Announcing the Winner of the

Kenneth W. Payne Student Prize Competition


Alyssa Cymene Howe (University of New Mexico) won the award for her paper: “Queers and televisionaries: The strategics of sexuality in neoliberal Nicaragua.”

Howe’s paper discusses the shifting strategies of “queer” activists in Nicaragua. She does an excellent job of showing the relation of local practices and discourses to international lesbian/gay circuits. The paper also makes a convincing case connecting changing laws in Nicaragua to the changes in activist strategies. Overall, Howe deftly provides a complex and rich ethnography that emerges out of and contributes towards contemporary queer anthropological theory.

The insights towards invisible bodies as part of an engagement of strategic sexuality in modern Nicaragua lead us to reflexively destabilize the visible queer in our own midst.

We feel that Howe’s work best represents the qualities that we seek to encourage, both in its originality and scope, and in its promise for the development of “queer” studies in anthropology.


Note: also see Alyssa's paper, “Queer Pilgrimage: The San Francisco Homeland and Identity Tourism,” in the Feb. 2001 edition of Cultural Anthropology (16:1, pp. 35–61).


The Society of Lesbian and Gay Anthropologists (SOLGA) of the American Anthropological Association was founded in 1988. SOLGA promotes communication, encourages research, develops teaching materials, and serves the interests of gay and lesbian anthropologists within the association.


▶ _Task requirements_: Only the lines from the one containing "Output each element" to the end of the records belong in the answer; repeat them exactly and drop the pictures.
====== Provided information ======
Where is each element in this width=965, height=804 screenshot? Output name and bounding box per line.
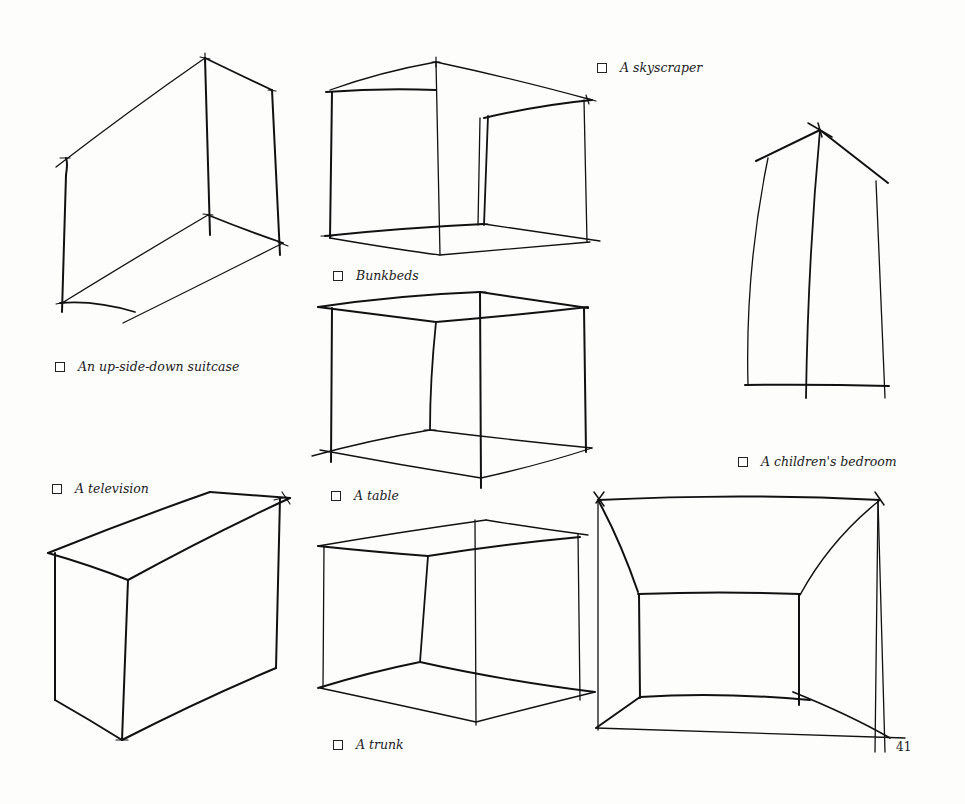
option-label: A trunk [356, 737, 404, 752]
checkbox[interactable] [597, 63, 607, 73]
checkbox[interactable] [738, 457, 748, 467]
drawing-box-top-left [56, 53, 288, 323]
option-label: A children's bedroom [761, 454, 897, 469]
checkbox[interactable] [331, 491, 341, 501]
option-childrens-bedroom[interactable]: A children's bedroom [738, 454, 897, 469]
page-number: 41 [896, 740, 911, 754]
checkbox[interactable] [333, 271, 343, 281]
sketch-canvas [0, 0, 965, 804]
option-skyscraper[interactable]: A skyscraper [597, 60, 702, 75]
option-table[interactable]: A table [331, 488, 399, 503]
drawing-box-top-center [321, 57, 600, 255]
option-label: A table [354, 488, 399, 503]
option-label: An up-side-down suitcase [78, 359, 239, 374]
checkbox[interactable] [333, 740, 343, 750]
option-television[interactable]: A television [52, 481, 149, 496]
option-bunkbeds[interactable]: Bunkbeds [333, 268, 419, 283]
drawing-cube-bottom-center [318, 520, 595, 725]
drawing-cube-center [312, 292, 592, 488]
drawing-box-bottom-left [48, 492, 290, 740]
drawing-room-interior [594, 492, 905, 752]
option-label: Bunkbeds [356, 268, 419, 283]
option-trunk[interactable]: A trunk [333, 737, 404, 752]
checkbox[interactable] [55, 362, 65, 372]
drawing-tapered-tower [745, 123, 889, 398]
workbook-page: A skyscraper Bunkbeds An up-side-down su… [0, 0, 965, 804]
checkbox[interactable] [52, 484, 62, 494]
option-label: A skyscraper [620, 60, 702, 75]
option-suitcase[interactable]: An up-side-down suitcase [55, 359, 239, 374]
option-label: A television [75, 481, 149, 496]
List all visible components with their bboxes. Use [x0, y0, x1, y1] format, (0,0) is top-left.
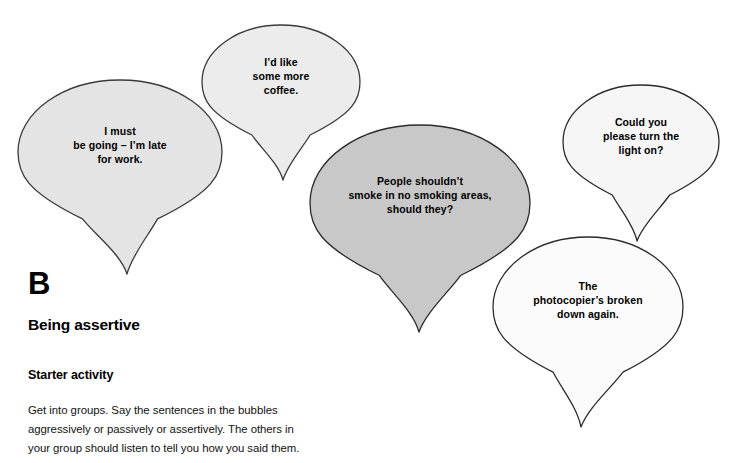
- speech-bubble-i-must-be-going-text: I must be going – I’m late for work.: [18, 124, 222, 166]
- unit-title: Being assertive: [28, 316, 358, 334]
- speech-bubble-id-like-some-more-coffee-text: I’d like some more coffee.: [202, 55, 360, 97]
- speech-bubble-i-must-be-going: [18, 80, 222, 274]
- speech-bubble-could-you-please-turn-the-light-on-text: Could you please turn the light on?: [563, 115, 719, 157]
- speech-bubble-the-photocopiers-broken-down-again: [493, 237, 683, 427]
- speech-bubble-could-you-please-turn-the-light-on-shape: [563, 85, 719, 241]
- speech-bubble-could-you-please-turn-the-light-on: [563, 85, 719, 241]
- lesson-text-block: B Being assertive Starter activity Get i…: [28, 268, 358, 458]
- instruction-line: Get into groups. Say the sentences in th…: [28, 401, 358, 420]
- speech-bubble-the-photocopiers-broken-down-again-shape: [493, 237, 683, 427]
- instruction-line: your group should listen to tell you how…: [28, 439, 358, 458]
- speech-bubble-people-shouldnt-smoke-text: People shouldn’t smoke in no smoking are…: [310, 174, 530, 216]
- speech-bubble-i-must-be-going-shape: [18, 80, 222, 274]
- section-heading-starter-activity: Starter activity: [28, 368, 358, 383]
- speech-bubble-the-photocopiers-broken-down-again-text: The photocopier’s broken down again.: [493, 279, 683, 321]
- worksheet-page: I must be going – I’m late for work.I’d …: [0, 0, 745, 463]
- instruction-paragraph: Get into groups. Say the sentences in th…: [28, 401, 358, 458]
- instruction-line: aggressively or passively or assertively…: [28, 420, 358, 439]
- unit-letter: B: [28, 268, 358, 300]
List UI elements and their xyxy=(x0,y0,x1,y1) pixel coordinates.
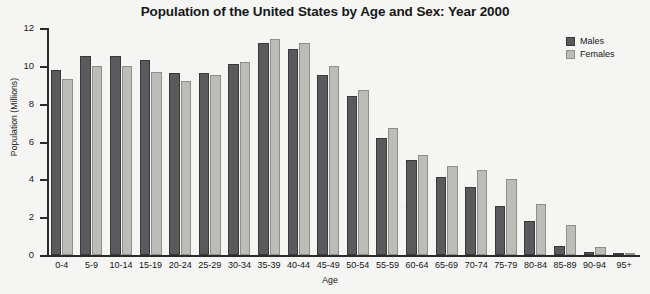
bar-males[interactable] xyxy=(347,96,358,255)
bar-females[interactable] xyxy=(566,225,577,255)
x-axis-tick-label: 10-14 xyxy=(106,260,136,270)
chart-container: Population of the United States by Age a… xyxy=(0,0,650,294)
bar-males[interactable] xyxy=(406,160,417,255)
bar-females[interactable] xyxy=(122,66,133,255)
legend-swatch-icon xyxy=(566,50,575,59)
bar-group xyxy=(258,28,280,255)
bar-females[interactable] xyxy=(418,155,429,255)
chart-title: Population of the United States by Age a… xyxy=(0,4,650,19)
x-axis-tick-label: 55-59 xyxy=(373,260,403,270)
bar-males[interactable] xyxy=(584,252,595,255)
bar-group xyxy=(376,28,398,255)
x-axis-tick-label: 60-64 xyxy=(402,260,432,270)
bar-females[interactable] xyxy=(506,179,517,255)
bar-females[interactable] xyxy=(477,170,488,255)
bar-males[interactable] xyxy=(495,206,506,255)
bar-females[interactable] xyxy=(595,247,606,255)
bar-females[interactable] xyxy=(62,79,73,255)
bar-males[interactable] xyxy=(199,73,210,255)
legend-swatch-icon xyxy=(566,37,575,46)
x-axis-tick-label: 65-69 xyxy=(432,260,462,270)
y-axis-tick-label: 2 xyxy=(0,211,34,222)
bar-males[interactable] xyxy=(258,43,269,255)
legend-item[interactable]: Males xyxy=(566,36,615,46)
x-axis-tick-label: 5-9 xyxy=(77,260,107,270)
bar-females[interactable] xyxy=(210,75,221,255)
x-axis-tick-label: 95+ xyxy=(609,260,639,270)
legend-item[interactable]: Females xyxy=(566,49,615,59)
bar-males[interactable] xyxy=(554,246,565,255)
x-axis-tick-label: 85-89 xyxy=(550,260,580,270)
bar-group xyxy=(317,28,339,255)
chart-legend: MalesFemales xyxy=(566,36,615,62)
bar-males[interactable] xyxy=(110,56,121,255)
bar-males[interactable] xyxy=(376,138,387,255)
bar-males[interactable] xyxy=(80,56,91,255)
bar-females[interactable] xyxy=(536,204,547,255)
bar-males[interactable] xyxy=(613,253,624,255)
plot-area xyxy=(47,28,639,255)
bar-group xyxy=(613,28,635,255)
x-axis-tick-label: 15-19 xyxy=(136,260,166,270)
bar-females[interactable] xyxy=(240,62,251,255)
y-axis-title: Population (Millions) xyxy=(9,57,19,177)
bar-group xyxy=(199,28,221,255)
y-axis-tick-label: 12 xyxy=(0,22,34,33)
bar-females[interactable] xyxy=(181,81,192,255)
bar-group xyxy=(584,28,606,255)
y-axis-tick-label: 0 xyxy=(0,249,34,260)
bar-group xyxy=(436,28,458,255)
bar-males[interactable] xyxy=(436,177,447,255)
bar-males[interactable] xyxy=(228,64,239,255)
x-axis-tick-label: 25-29 xyxy=(195,260,225,270)
bar-group xyxy=(228,28,250,255)
bar-females[interactable] xyxy=(329,66,340,255)
bar-group xyxy=(110,28,132,255)
bar-females[interactable] xyxy=(151,72,162,255)
x-axis-tick-label: 20-24 xyxy=(165,260,195,270)
x-axis-tick-label: 70-74 xyxy=(461,260,491,270)
x-axis-line xyxy=(47,255,640,257)
bar-females[interactable] xyxy=(388,128,399,255)
bar-males[interactable] xyxy=(288,49,299,255)
bar-males[interactable] xyxy=(524,221,535,255)
bar-group xyxy=(465,28,487,255)
bar-group xyxy=(80,28,102,255)
bar-males[interactable] xyxy=(169,73,180,255)
x-axis-tick-label: 90-94 xyxy=(580,260,610,270)
bar-females[interactable] xyxy=(270,39,281,255)
x-axis-tick-label: 0-4 xyxy=(47,260,77,270)
bar-group xyxy=(347,28,369,255)
bar-group xyxy=(140,28,162,255)
bar-females[interactable] xyxy=(92,66,103,255)
legend-label: Females xyxy=(580,49,615,59)
bar-females[interactable] xyxy=(447,166,458,255)
bar-males[interactable] xyxy=(465,187,476,255)
bar-females[interactable] xyxy=(358,90,369,255)
bar-females[interactable] xyxy=(625,253,636,255)
x-axis-tick-label: 80-84 xyxy=(521,260,551,270)
x-axis-tick-label: 45-49 xyxy=(313,260,343,270)
bar-males[interactable] xyxy=(140,60,151,255)
x-axis-tick-label: 40-44 xyxy=(284,260,314,270)
bar-females[interactable] xyxy=(299,43,310,255)
x-axis-tick-label: 75-79 xyxy=(491,260,521,270)
x-axis-tick-label: 50-54 xyxy=(343,260,373,270)
y-axis-tick xyxy=(40,255,49,257)
bar-males[interactable] xyxy=(51,70,62,255)
bar-group xyxy=(524,28,546,255)
x-axis-tick-label: 35-39 xyxy=(254,260,284,270)
x-axis-title: Age xyxy=(300,275,360,285)
legend-label: Males xyxy=(580,36,604,46)
bar-group xyxy=(169,28,191,255)
bar-group xyxy=(51,28,73,255)
x-axis-tick-label: 30-34 xyxy=(225,260,255,270)
bar-group xyxy=(288,28,310,255)
bar-males[interactable] xyxy=(317,75,328,255)
bar-group xyxy=(495,28,517,255)
bar-group xyxy=(554,28,576,255)
bar-group xyxy=(406,28,428,255)
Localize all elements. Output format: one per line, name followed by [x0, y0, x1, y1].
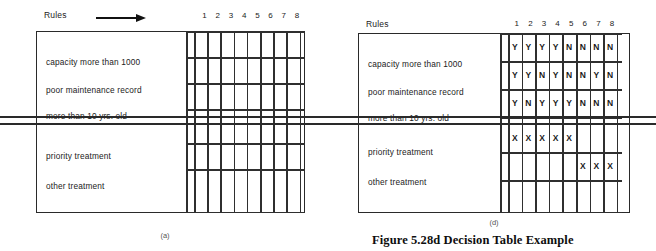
- column-header-4: 4: [238, 11, 251, 20]
- entry-cell-empty: [603, 124, 617, 152]
- grid-horizontal-line: [186, 169, 305, 171]
- column-header-6: 6: [264, 11, 277, 20]
- entry-cell-empty: [260, 116, 273, 143]
- entry-cell-n: N: [522, 89, 536, 117]
- entry-cell-empty: [194, 116, 207, 143]
- column-header-3: 3: [537, 19, 551, 28]
- entry-cell-empty: [286, 31, 299, 57]
- stub-row-label: poor maintenance record: [368, 85, 464, 99]
- entry-cell-empty: [273, 57, 286, 83]
- entry-cell-empty: [207, 116, 220, 143]
- grid-horizontal-line: [500, 180, 622, 182]
- separator-line-bottom-d: [0, 123, 656, 125]
- entry-cell-empty: [286, 83, 299, 109]
- entry-cell-y: Y: [508, 61, 522, 89]
- column-header-8: 8: [290, 11, 303, 20]
- column-header-2: 2: [211, 11, 224, 20]
- decision-table-panel-a: Rules 12345678 capacity more than 1000po…: [0, 0, 330, 251]
- entry-cell-empty: [234, 116, 247, 143]
- entry-cell-empty: [220, 83, 233, 109]
- entry-cell-empty: [194, 31, 207, 57]
- entry-cell-n: N: [590, 33, 604, 61]
- entry-cell-empty: [286, 57, 299, 83]
- entry-cell-n: N: [603, 61, 617, 89]
- entry-cell-empty: [234, 83, 247, 109]
- grid-horizontal-line: [186, 109, 305, 111]
- column-header-5: 5: [564, 19, 578, 28]
- entry-cell-x: X: [590, 152, 604, 180]
- entry-cell-empty: [273, 143, 286, 169]
- entry-cell-n: N: [535, 61, 549, 89]
- panel-sublabel-a: (a): [135, 231, 195, 240]
- entry-grid-a: [186, 31, 305, 213]
- entry-cell-empty: [260, 143, 273, 169]
- entry-cell-n: N: [603, 33, 617, 61]
- entry-cell-empty: [590, 124, 604, 152]
- entry-cell-empty: [273, 116, 286, 143]
- entry-cell-empty: [247, 143, 260, 169]
- entry-cell-n: N: [603, 89, 617, 117]
- stub-row-label: priority treatment: [46, 149, 111, 163]
- entry-cell-n: N: [576, 33, 590, 61]
- rules-label-a: Rules: [44, 10, 67, 20]
- entry-cell-empty: [207, 83, 220, 109]
- column-header-1: 1: [510, 19, 524, 28]
- entry-cell-empty: [562, 152, 576, 180]
- entry-cell-empty: [234, 31, 247, 57]
- entry-cell-n: N: [562, 61, 576, 89]
- entry-cell-empty: [207, 143, 220, 169]
- entry-cell-y: Y: [549, 33, 563, 61]
- entry-cell-n: N: [576, 61, 590, 89]
- entry-cell-y: Y: [535, 33, 549, 61]
- stub-row-label: poor maintenance record: [46, 83, 142, 97]
- entry-cell-empty: [286, 143, 299, 169]
- entry-cell-y: Y: [590, 61, 604, 89]
- entry-cell-empty: [247, 116, 260, 143]
- entry-cell-empty: [194, 83, 207, 109]
- entry-cell-empty: [260, 31, 273, 57]
- entry-cell-x: X: [549, 124, 563, 152]
- entry-cell-empty: [286, 116, 299, 143]
- entry-cell-empty: [576, 124, 590, 152]
- entry-cell-empty: [220, 31, 233, 57]
- stub-row-label: other treatment: [46, 179, 105, 193]
- stub-row-label: capacity more than 1000: [46, 55, 140, 69]
- column-header-5: 5: [251, 11, 264, 20]
- entry-cell-n: N: [590, 89, 604, 117]
- entry-cell-y: Y: [549, 89, 563, 117]
- entry-cell-y: Y: [549, 61, 563, 89]
- entry-cell-empty: [260, 57, 273, 83]
- column-header-7: 7: [592, 19, 606, 28]
- entry-cell-empty: [220, 116, 233, 143]
- entry-cell-empty: [508, 152, 522, 180]
- column-header-6: 6: [578, 19, 592, 28]
- entry-cell-y: Y: [535, 89, 549, 117]
- rules-label-d: Rules: [366, 19, 389, 29]
- entry-cell-empty: [194, 143, 207, 169]
- entry-cell-x: X: [603, 152, 617, 180]
- entry-cell-x: X: [522, 124, 536, 152]
- decision-table-panel-d: Rules 12345678 capacity more than 1000po…: [330, 0, 656, 251]
- entry-cell-x: X: [562, 124, 576, 152]
- column-header-3: 3: [224, 11, 237, 20]
- figure-caption: Figure 5.28d Decision Table Example: [372, 233, 574, 248]
- grid-horizontal-line: [186, 212, 305, 214]
- entry-cell-empty: [522, 152, 536, 180]
- entry-cell-empty: [247, 57, 260, 83]
- column-header-4: 4: [551, 19, 565, 28]
- entry-cell-empty: [260, 83, 273, 109]
- entry-cell-empty: [549, 152, 563, 180]
- entry-cell-n: N: [562, 33, 576, 61]
- entry-cell-empty: [234, 143, 247, 169]
- panel-sublabel-d: (d): [464, 218, 524, 227]
- entry-cell-n: N: [576, 89, 590, 117]
- stub-row-label: other treatment: [368, 175, 427, 189]
- stub-row-label: priority treatment: [368, 145, 433, 159]
- entry-cell-y: Y: [522, 61, 536, 89]
- entry-cell-x: X: [535, 124, 549, 152]
- right-arrow-icon-a: [96, 13, 146, 22]
- column-header-7: 7: [277, 11, 290, 20]
- entry-cell-y: Y: [522, 33, 536, 61]
- entry-cell-x: X: [508, 124, 522, 152]
- separator-line-top-d: [0, 116, 656, 118]
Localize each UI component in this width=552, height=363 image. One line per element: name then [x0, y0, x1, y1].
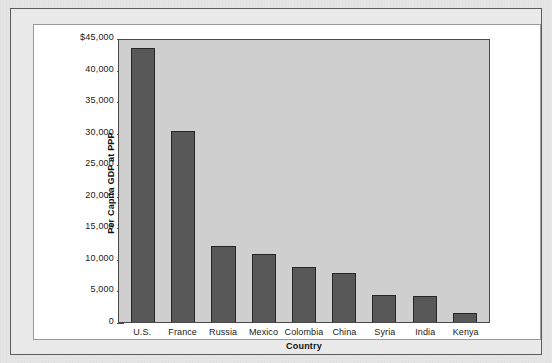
bar-slot [163, 40, 203, 322]
bar-india [413, 296, 437, 322]
bar-slot [284, 40, 324, 322]
plot-area [118, 39, 490, 323]
y-axis-tick-label: 40,000 [85, 64, 114, 74]
y-axis-tick-label: 10,000 [85, 253, 114, 263]
y-axis-tick-label: 5,000 [90, 284, 114, 294]
x-axis-tick-label: Kenya [446, 327, 486, 337]
bar-slot [445, 40, 485, 322]
x-axis-tick-label: Mexico [243, 327, 283, 337]
x-axis-tick-label: Colombia [284, 327, 324, 337]
y-axis-tick-label: 15,000 [85, 221, 114, 231]
y-axis-tick-mark [117, 323, 124, 324]
x-axis-tick-label: U.S. [122, 327, 162, 337]
y-axis-tick-label: $45,000 [80, 32, 114, 42]
x-axis-tick-labels: U.S.FranceRussiaMexicoColombiaChinaSyria… [118, 327, 490, 337]
x-axis-tick-label: France [162, 327, 202, 337]
y-axis-tick-label: 0 [109, 316, 114, 326]
bar-colombia [292, 267, 316, 322]
bar-series [119, 40, 489, 322]
bar-russia [211, 246, 235, 322]
bar-u-s [131, 48, 155, 322]
bar-mexico [252, 254, 276, 322]
y-axis-title: Per Capita GDP at PPP [106, 132, 116, 234]
y-axis-tick-label: 20,000 [85, 190, 114, 200]
x-axis-tick-label: China [324, 327, 364, 337]
x-axis-title: Country [118, 341, 490, 351]
bar-slot [405, 40, 445, 322]
x-axis-tick-label: Russia [203, 327, 243, 337]
y-axis-tick-label: 25,000 [85, 158, 114, 168]
bar-slot [244, 40, 284, 322]
x-axis-tick-label: India [405, 327, 445, 337]
figure-inner-plate: Per Capita GDP at PPP 05,00010,00015,000… [33, 24, 541, 340]
x-axis-tick-label: Syria [365, 327, 405, 337]
figure-outer-frame: Per Capita GDP at PPP 05,00010,00015,000… [10, 8, 542, 355]
bar-syria [372, 295, 396, 322]
bar-china [332, 273, 356, 322]
bar-slot [203, 40, 243, 322]
bar-chart: Per Capita GDP at PPP 05,00010,00015,000… [34, 25, 542, 341]
bar-slot [324, 40, 364, 322]
bar-slot [364, 40, 404, 322]
y-axis-tick-label: 35,000 [85, 95, 114, 105]
bar-kenya [453, 313, 477, 322]
y-axis-tick-label: 30,000 [85, 127, 114, 137]
scanned-page: Per Capita GDP at PPP 05,00010,00015,000… [0, 0, 552, 363]
bar-slot [123, 40, 163, 322]
bar-france [171, 131, 195, 322]
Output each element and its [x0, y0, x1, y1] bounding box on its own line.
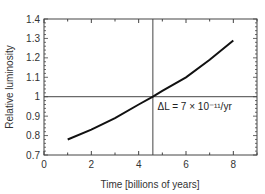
y-tick-label: 1.1 — [26, 72, 40, 83]
y-axis-label: Relative luminosity — [4, 45, 15, 128]
axis-ticks — [44, 19, 257, 155]
x-tick-label: 2 — [89, 159, 95, 170]
luminosity-chart: 02468 0.70.80.911.11.21.31.4 ΔL = 7 × 10… — [0, 0, 265, 194]
y-tick-label: 1.2 — [26, 52, 40, 63]
y-tick-label: 1 — [34, 91, 40, 102]
y-tick-label: 0.9 — [26, 111, 40, 122]
x-axis-label: Time [billions of years] — [100, 179, 199, 190]
y-tick-label: 1.4 — [26, 14, 40, 25]
y-tick-label: 0.7 — [26, 150, 40, 161]
x-tick-label: 4 — [136, 159, 142, 170]
x-tick-label: 0 — [41, 159, 47, 170]
luminosity-curve — [68, 40, 234, 139]
delta-l-annotation: ΔL = 7 × 10⁻¹¹/yr — [158, 101, 233, 112]
x-tick-label: 8 — [231, 159, 237, 170]
x-tick-label: 6 — [183, 159, 189, 170]
reference-lines — [44, 19, 257, 155]
plot-frame — [44, 19, 257, 155]
y-tick-label: 0.8 — [26, 130, 40, 141]
x-tick-labels: 02468 — [41, 159, 236, 170]
y-tick-label: 1.3 — [26, 33, 40, 44]
y-tick-labels: 0.70.80.911.11.21.31.4 — [26, 14, 40, 161]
======
▶ _Task result_:
Output each element and its [x0, y0, x1, y1] bounding box on its own line.
y-tick-label: 1.1 — [26, 72, 40, 83]
y-axis-label: Relative luminosity — [4, 45, 15, 128]
axis-ticks — [44, 19, 257, 155]
x-tick-label: 2 — [89, 159, 95, 170]
luminosity-chart: 02468 0.70.80.911.11.21.31.4 ΔL = 7 × 10… — [0, 0, 265, 194]
y-tick-label: 1.2 — [26, 52, 40, 63]
y-tick-label: 1 — [34, 91, 40, 102]
y-tick-label: 0.9 — [26, 111, 40, 122]
x-axis-label: Time [billions of years] — [100, 179, 199, 190]
y-tick-label: 1.4 — [26, 14, 40, 25]
y-tick-label: 0.7 — [26, 150, 40, 161]
x-tick-label: 4 — [136, 159, 142, 170]
x-tick-label: 0 — [41, 159, 47, 170]
luminosity-curve — [68, 40, 234, 139]
delta-l-annotation: ΔL = 7 × 10⁻¹¹/yr — [158, 101, 233, 112]
x-tick-label: 8 — [231, 159, 237, 170]
x-tick-label: 6 — [183, 159, 189, 170]
reference-lines — [44, 19, 257, 155]
plot-frame — [44, 19, 257, 155]
y-tick-label: 0.8 — [26, 130, 40, 141]
x-tick-labels: 02468 — [41, 159, 236, 170]
y-tick-label: 1.3 — [26, 33, 40, 44]
y-tick-labels: 0.70.80.911.11.21.31.4 — [26, 14, 40, 161]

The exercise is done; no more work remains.